I get to the part where I’m on the stairs and there’s that little voice and the pictures curling on the wall. Blaze tries to touch me then.
He says, ‘Viva, I’m really –’ but I shake him off and tell him that my name is Wren.
‘I’m not calling you that.’
‘Why not? That’s my name. At least, afte
r tomorrow it will be again.’
‘Viva’s more you.’
How would Blaze have any idea what’s me and what isn’t?
‘It’s okay for you. You didn’t find out what I found out.’
‘No,’ he says. ‘Not exactly that.’
‘What, something even bigger?’
I mean, as if.
There couldn’t be anything bigger than Julius. That’s about the biggest thing anyone could ever need to forget.
‘Alex told me how they recruited the trial participants. Rich kids from fancy mental hospitals whose parents agreed because they were basically willing to try anything.’
He stops. He won’t look at me. In the blue room, lights buzz and equipment beep. Every sound is made by machines instead of people or animals or Dot herself.
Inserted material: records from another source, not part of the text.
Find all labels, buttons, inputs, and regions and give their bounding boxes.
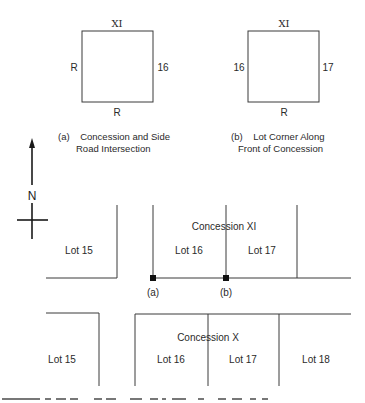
detail-a-box	[82, 31, 153, 102]
detail-a: XI R 16 R (a) Concession and Side Road I…	[58, 18, 170, 154]
detail-a-right-label: 16	[157, 62, 169, 73]
upper-lot-15: Lot 15	[65, 245, 93, 256]
detail-b-box	[248, 31, 319, 102]
detail-a-caption-line1: (a) Concession and Side	[58, 131, 170, 142]
north-label: N	[28, 189, 37, 203]
lower-lot-15: Lot 15	[48, 354, 76, 365]
marker-b-label: (b)	[220, 287, 232, 298]
upper-lot-16: Lot 16	[175, 245, 203, 256]
detail-b-bottom-label: R	[280, 107, 287, 118]
lower-map: Concession X Lot 15 Lot 16 Lot 17 Lot 18	[46, 313, 351, 386]
marker-b-icon	[223, 275, 229, 281]
marker-a-label: (a)	[147, 287, 159, 298]
detail-b: XI 16 17 R (b) Lot Corner Along Front of…	[231, 18, 334, 154]
cropped-caption-fragment	[0, 398, 365, 403]
detail-b-top-label: XI	[278, 18, 289, 29]
detail-a-bottom-label: R	[113, 107, 120, 118]
detail-b-caption-line2: Front of Concession	[238, 143, 323, 154]
upper-map: (a) (b) Concession XI Lot 15 Lot 16 Lot …	[46, 205, 351, 298]
detail-a-caption-line2: Road Intersection	[76, 143, 150, 154]
detail-a-top-label: XI	[111, 18, 122, 29]
detail-b-left-label: 16	[233, 62, 245, 73]
lower-lot-18: Lot 18	[302, 354, 330, 365]
survey-diagram: XI R 16 R (a) Concession and Side Road I…	[0, 0, 365, 403]
marker-a-icon	[150, 275, 156, 281]
lower-lot-16: Lot 16	[157, 354, 185, 365]
detail-b-caption-line1: (b) Lot Corner Along	[231, 131, 324, 142]
north-arrow-icon: N	[17, 138, 48, 239]
detail-b-right-label: 17	[322, 62, 334, 73]
concession-xi-label: Concession XI	[192, 221, 256, 232]
lower-lot-17: Lot 17	[229, 354, 257, 365]
upper-lot-17: Lot 17	[248, 245, 276, 256]
concession-x-label: Concession X	[177, 332, 239, 343]
detail-a-left-label: R	[70, 62, 77, 73]
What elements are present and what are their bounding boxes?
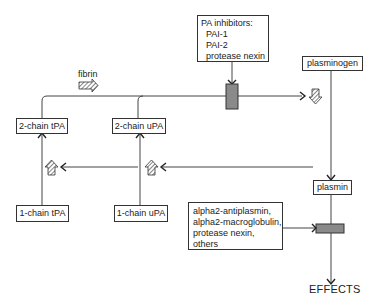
plasmin-inhibitors-box: alpha2-antiplasmin, alpha2-macroglobulin… — [188, 202, 283, 250]
pa-inhibitor-item: PAI-1 — [201, 29, 265, 40]
plasmin-inhibitor-item: alpha2-antiplasmin, — [193, 206, 278, 217]
pa-inhibition-bar — [226, 84, 238, 109]
conversion-hatched-arrow-icon — [309, 89, 322, 104]
two-chain-tpa-box: 2-chain tPA — [16, 118, 68, 134]
upa-hatched-up-arrow-icon — [145, 160, 158, 175]
pa-inhibitor-item: protease nexin — [201, 51, 265, 62]
upa-branch-line — [138, 96, 143, 118]
two-chain-upa-box: 2-chain uPA — [112, 118, 166, 134]
pa-inhibitors-title: PA inhibitors: — [201, 18, 265, 29]
pathway-connectors — [0, 0, 371, 302]
fibrin-hatched-arrow-icon — [79, 79, 98, 92]
plasmin-inhibitor-item: protease nexin, — [193, 228, 278, 239]
plasmin-inhibition-bar — [316, 224, 344, 233]
plasmin-inhibitor-item: others — [193, 239, 278, 250]
plasmin-box: plasmin — [313, 180, 352, 195]
activator-line — [42, 96, 302, 118]
plasminogen-box: plasminogen — [302, 56, 363, 71]
effects-label: EFFECTS — [309, 284, 361, 295]
pa-inhibitors-box: PA inhibitors: PAI-1 PAI-2 protease nexi… — [197, 15, 269, 62]
fibrin-label: fibrin — [78, 69, 98, 80]
one-chain-tpa-box: 1-chain tPA — [16, 205, 69, 222]
plasmin-inhibitor-item: alpha2-macroglobulin, — [193, 217, 278, 228]
one-chain-upa-box: 1-chain uPA — [114, 205, 168, 222]
pa-inhibitor-item: PAI-2 — [201, 40, 265, 51]
tpa-hatched-up-arrow-icon — [45, 160, 58, 175]
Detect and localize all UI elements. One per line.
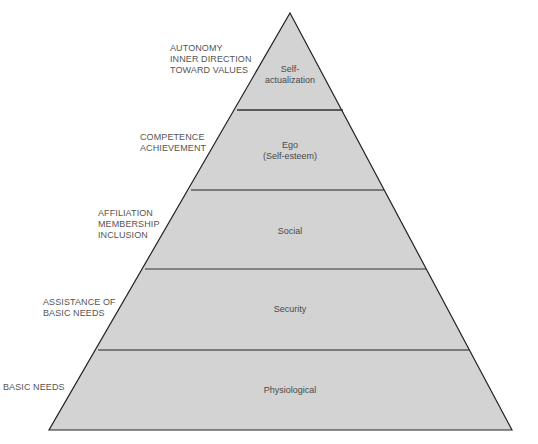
side-label-ego: COMPETENCE ACHIEVEMENT [140,132,206,154]
side-label-line: MEMBERSHIP [98,219,160,230]
side-label-line: BASIC NEEDS [3,382,65,393]
side-label-line: INNER DIRECTION [170,54,252,65]
tier-name-line2: (Self-esteem) [263,151,317,161]
side-label-line: BASIC NEEDS [43,308,116,319]
tier-name-line1: Ego [282,140,298,150]
tier-name-line1: Self- [281,64,300,74]
tier-name-line2: actualization [265,75,315,85]
side-label-line: AUTONOMY [170,43,252,54]
side-label-self-actualization: AUTONOMY INNER DIRECTION TOWARD VALUES [170,43,252,76]
tier-name: Social [278,226,303,236]
side-label-line: ACHIEVEMENT [140,143,206,154]
tier-name: Security [274,304,307,314]
side-label-line: TOWARD VALUES [170,65,252,76]
tier-name: Physiological [264,385,317,395]
side-label-line: INCLUSION [98,230,160,241]
tier-security: Security [274,304,307,314]
tier-social: Social [278,226,303,236]
pyramid-diagram: Self- actualization Ego (Self-esteem) So… [0,0,538,444]
side-label-security: ASSISTANCE OF BASIC NEEDS [43,297,116,319]
tier-physiological: Physiological [264,385,317,395]
side-label-physiological: BASIC NEEDS [3,382,65,393]
side-label-social: AFFILIATION MEMBERSHIP INCLUSION [98,208,160,241]
side-label-line: COMPETENCE [140,132,206,143]
side-label-line: ASSISTANCE OF [43,297,116,308]
side-label-line: AFFILIATION [98,208,160,219]
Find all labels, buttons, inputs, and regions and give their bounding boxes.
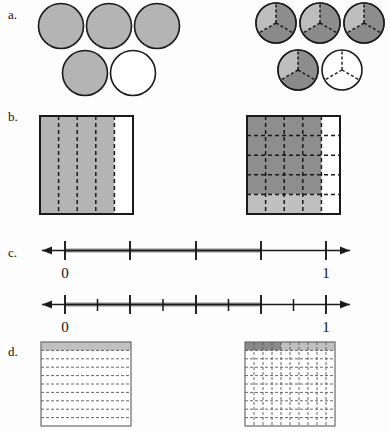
circle-thirds-shaded-4 [278, 50, 318, 90]
row-a-circles [0, 0, 390, 102]
circle-thirds-empty-5 [322, 50, 362, 90]
fifths-one-label: 1 [322, 265, 330, 281]
circle-empty-5 [111, 51, 156, 96]
row-c-number-lines: 0 1 0 1 [0, 232, 390, 340]
circle-shaded-3 [135, 4, 180, 49]
circles-right-group [256, 3, 384, 90]
square-left-fifths [40, 116, 133, 214]
grid-left-tenths [41, 342, 131, 426]
circle-shaded-2 [87, 4, 132, 49]
circle-thirds-shaded-3 [344, 3, 384, 43]
circle-shaded-4 [63, 51, 108, 96]
number-line-fifths: 0 1 [42, 241, 350, 281]
tenths-zero-label: 0 [61, 319, 69, 335]
row-b-squares [0, 108, 390, 226]
number-line-tenths: 0 1 [42, 295, 350, 335]
tenths-one-label: 1 [322, 319, 330, 335]
fraction-representations-figure: a. b. c. d. [0, 0, 390, 431]
circle-thirds-shaded-2 [300, 3, 340, 43]
circle-shaded-1 [39, 4, 84, 49]
circle-thirds-shaded-1 [256, 3, 296, 43]
circles-left-group [39, 4, 180, 96]
row-d-grids [0, 338, 390, 431]
fifths-zero-label: 0 [61, 265, 69, 281]
grid-right-hundredths [245, 342, 335, 426]
square-right-twentyfifths [247, 116, 340, 214]
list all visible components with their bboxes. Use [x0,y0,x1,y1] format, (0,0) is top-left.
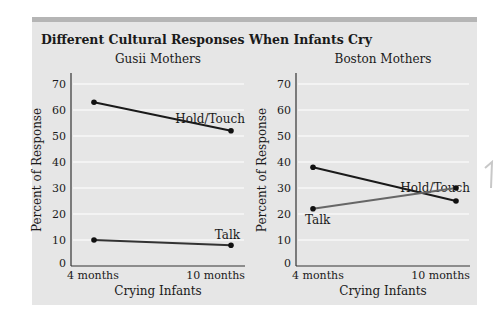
y-tick-label: 60 [277,104,291,117]
charts-canvas: Gusii Mothers010203040506070Percent of R… [0,0,500,320]
subplot-title: Gusii Mothers [115,52,201,66]
y-tick-label: 20 [52,208,66,221]
y-tick-label: 70 [52,78,66,91]
x-tick-label: 10 months [186,269,245,282]
subplot-title: Boston Mothers [335,52,432,66]
data-point [228,128,234,134]
y-tick-label: 20 [277,208,291,221]
series-label: Talk [305,213,331,227]
y-tick-label: 50 [277,130,291,143]
stray-pencil-mark [484,160,494,190]
x-axis-label: Crying Infants [114,284,202,298]
y-tick-label: 40 [52,156,66,169]
x-tick-label: 10 months [411,269,470,282]
data-point [310,164,316,170]
series-label: Hold/Touch [400,181,470,195]
data-point [91,237,97,243]
series-line-talk [94,240,231,245]
y-tick-label: 40 [277,156,291,169]
x-tick-label: 4 months [292,269,344,282]
x-tick-label: 4 months [67,269,119,282]
y-tick-label: 10 [277,234,291,247]
y-tick-label: 60 [52,104,66,117]
data-point [228,242,234,248]
y-tick-label: 50 [52,130,66,143]
data-point [310,206,316,212]
y-axis-label: Percent of Response [255,108,269,232]
y-tick-label: 70 [277,78,291,91]
y-tick-label: 30 [277,182,291,195]
y-tick-label: 0 [59,257,66,270]
series-label: Hold/Touch [175,112,245,126]
y-tick-label: 30 [52,182,66,195]
data-point [453,185,459,191]
series-line-talk [313,188,456,209]
y-axis-label: Percent of Response [30,108,44,232]
data-point [91,99,97,105]
series-label: Talk [215,228,241,242]
y-tick-label: 0 [284,257,291,270]
data-point [453,198,459,204]
y-tick-label: 10 [52,234,66,247]
x-axis-label: Crying Infants [339,284,427,298]
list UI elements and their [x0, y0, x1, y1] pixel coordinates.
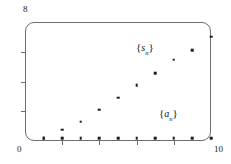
data-point: [210, 137, 213, 140]
data-point: [117, 97, 120, 100]
partial-sums-close-brace: }: [148, 41, 153, 53]
data-point: [191, 137, 194, 140]
data-point: [210, 36, 213, 39]
x-axis-tick: [62, 141, 63, 145]
data-point: [135, 137, 138, 140]
data-point: [42, 137, 45, 140]
data-point: [117, 137, 120, 140]
series-label-partial-sums: {sn}: [136, 42, 154, 56]
data-point: [154, 137, 157, 140]
y-axis-tick: [21, 111, 25, 112]
x-axis-max-label: 10: [214, 145, 223, 154]
partial-sums-subscript: n: [145, 49, 148, 56]
y-axis-tick: [21, 82, 25, 83]
terms-close-brace: }: [173, 107, 178, 119]
scatter-plot-figure: 8 0 10 {sn} {an}: [0, 0, 231, 164]
data-point: [98, 137, 101, 140]
x-axis-tick: [174, 141, 175, 145]
data-point: [61, 137, 64, 140]
data-point: [80, 137, 83, 140]
terms-subscript: n: [169, 115, 172, 122]
origin-label: 0: [17, 145, 22, 154]
data-point: [135, 84, 138, 87]
data-point: [154, 72, 157, 75]
x-axis-tick: [99, 141, 100, 145]
series-label-terms: {an}: [159, 108, 178, 122]
data-point: [98, 109, 101, 112]
data-point: [191, 49, 194, 52]
y-axis-tick: [21, 52, 25, 53]
y-axis-max-label: 8: [23, 5, 28, 14]
data-point: [80, 120, 83, 123]
plot-frame: [25, 22, 211, 141]
data-point: [173, 59, 176, 62]
data-point: [61, 129, 64, 132]
x-axis-tick: [137, 141, 138, 145]
data-point: [173, 137, 176, 140]
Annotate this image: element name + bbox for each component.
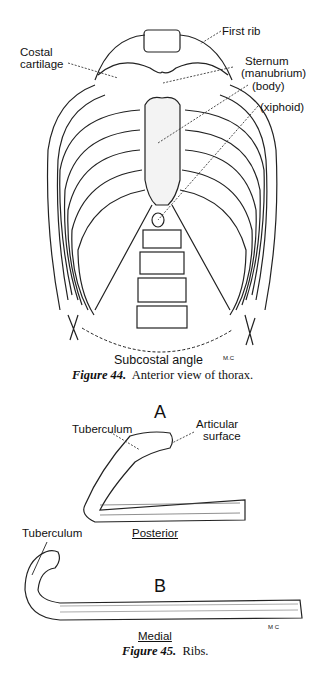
panel-a-letter: A: [154, 402, 166, 423]
manubrium-label: (manubrium): [241, 67, 306, 79]
panel-b-tuberculum-label: Tuberculum: [22, 527, 82, 539]
panel-a-tuberculum-label: Tuberculum: [72, 423, 132, 435]
figure-44-text: Anterior view of thorax.: [132, 368, 254, 382]
articular-surface-label-line2: surface: [203, 430, 241, 442]
medial-label: Medial: [138, 630, 172, 642]
panel-b-letter: B: [154, 576, 166, 597]
posterior-label: Posterior: [132, 527, 178, 539]
figure-44-number: Figure 44.: [72, 368, 126, 382]
figure-45-caption: Figure 45. Ribs.: [122, 644, 209, 659]
subcostal-angle-label: Subcostal angle: [114, 354, 203, 366]
xiphoid-label: (xiphoid): [260, 101, 304, 113]
figure-44-caption: Figure 44. Anterior view of thorax.: [72, 368, 253, 383]
articular-surface-label-line1: Articular: [196, 418, 238, 430]
body-label: (body): [252, 80, 285, 92]
first-rib-label: First rib: [222, 25, 260, 37]
costal-cartilage-label-line1: Costal: [20, 46, 53, 58]
costal-cartilage-label-line2: cartilage: [20, 58, 63, 70]
sternum-label: Sternum: [245, 55, 288, 67]
figure-45-number: Figure 45.: [122, 644, 176, 658]
panel-b-initials: M C: [268, 621, 279, 633]
illustrator-initials: M.C: [223, 352, 234, 364]
figure-45-text: Ribs.: [182, 644, 208, 658]
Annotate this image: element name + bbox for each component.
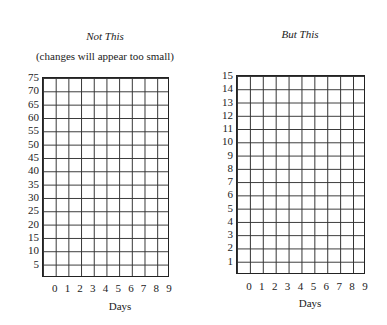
y-tick-label: 12 <box>213 110 233 121</box>
y-tick-label: 50 <box>19 139 39 150</box>
x-tick-label: 4 <box>100 283 112 294</box>
y-tick-label: 2 <box>213 242 233 253</box>
x-tick-label: 0 <box>49 283 61 294</box>
x-tick-label: 9 <box>359 281 371 292</box>
x-tick-label: 7 <box>138 283 150 294</box>
y-tick-label: 5 <box>19 259 39 270</box>
y-tick-label: 15 <box>19 232 39 243</box>
x-tick-label: 6 <box>320 281 332 292</box>
y-tick-label: 14 <box>213 83 233 94</box>
y-tick-label: 30 <box>19 192 39 203</box>
right-chart-title: But This <box>236 28 364 40</box>
y-tick-label: 5 <box>213 203 233 214</box>
x-tick-label: 5 <box>307 281 319 292</box>
left-x-axis-title: Days <box>80 300 160 312</box>
x-tick-label: 0 <box>243 281 255 292</box>
y-tick-label: 1 <box>213 256 233 267</box>
y-tick-label: 6 <box>213 189 233 200</box>
x-tick-label: 8 <box>150 283 162 294</box>
y-tick-label: 35 <box>19 179 39 190</box>
right-grid <box>236 75 365 274</box>
y-tick-label: 15 <box>213 70 233 81</box>
x-tick-label: 8 <box>346 281 358 292</box>
y-tick-label: 20 <box>19 219 39 230</box>
y-tick-label: 10 <box>19 245 39 256</box>
y-tick-label: 65 <box>19 99 39 110</box>
y-tick-label: 13 <box>213 97 233 108</box>
x-tick-label: 7 <box>333 281 345 292</box>
y-tick-label: 4 <box>213 216 233 227</box>
y-tick-label: 60 <box>19 112 39 123</box>
x-tick-label: 4 <box>295 281 307 292</box>
x-tick-label: 3 <box>87 283 99 294</box>
y-tick-label: 10 <box>213 136 233 147</box>
y-tick-label: 11 <box>213 123 233 134</box>
x-tick-label: 1 <box>61 283 73 294</box>
y-tick-label: 45 <box>19 152 39 163</box>
y-tick-label: 55 <box>19 125 39 136</box>
y-tick-label: 7 <box>213 176 233 187</box>
y-tick-label: 3 <box>213 229 233 240</box>
x-tick-label: 2 <box>74 283 86 294</box>
x-tick-label: 6 <box>125 283 137 294</box>
y-tick-label: 25 <box>19 205 39 216</box>
x-tick-label: 2 <box>269 281 281 292</box>
y-tick-label: 70 <box>19 85 39 96</box>
x-tick-label: 1 <box>256 281 268 292</box>
left-chart-subtitle: (changes will appear too small) <box>10 50 200 62</box>
y-tick-label: 8 <box>213 163 233 174</box>
y-tick-label: 9 <box>213 150 233 161</box>
right-x-axis-title: Days <box>270 297 350 309</box>
y-tick-label: 40 <box>19 165 39 176</box>
x-tick-label: 5 <box>112 283 124 294</box>
left-chart-title: Not This <box>42 30 168 42</box>
x-tick-label: 3 <box>282 281 294 292</box>
y-tick-label: 75 <box>19 72 39 83</box>
left-grid <box>42 77 169 277</box>
x-tick-label: 9 <box>163 283 175 294</box>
Between me and Blaze though, there’s a heavy, thick silence.
‘Except with me, it was different.’
Blaze takes a folded piece of paper from the pocket of his blue-printed sungarb and hands it to me.
Teen Found Guilty of Chilling Murder
Local student Luke Beaufort was today sentenced to a 25-year minimum jail term for the vicious killing of a priest, Father Michael Repton.
‘Father Mike’ Repton was a long-serving staff member at St Joseph’s College, where he both befriended and mentored disadvantaged boys. The unconventional priest was a passionate surfer who organised regular surfing trips and an annual beach camp for his charges.
The court heard Beaufort entered the school on a scholarship and quickly became one of Repton’s protégés.
The prosecution maintained Beaufort went to Repton’s residence out of school hours and killed him in a jealous rage when he discovered Repton had a younger boy visiting. Throughout the trial, the defence admitted Beaufort beat Repton several times with a shovel, fatally wounding him.
By his own account, the youth ‘snapped and went mental’ when he discovered Repton sexually abusing the younger boy, who cannot be named.
Beaufort’s defence rested on the claim that Repton had also forced him to perform oral sex on a number of occasions during 2010 and 2011 while the priest recorded the alleged acts.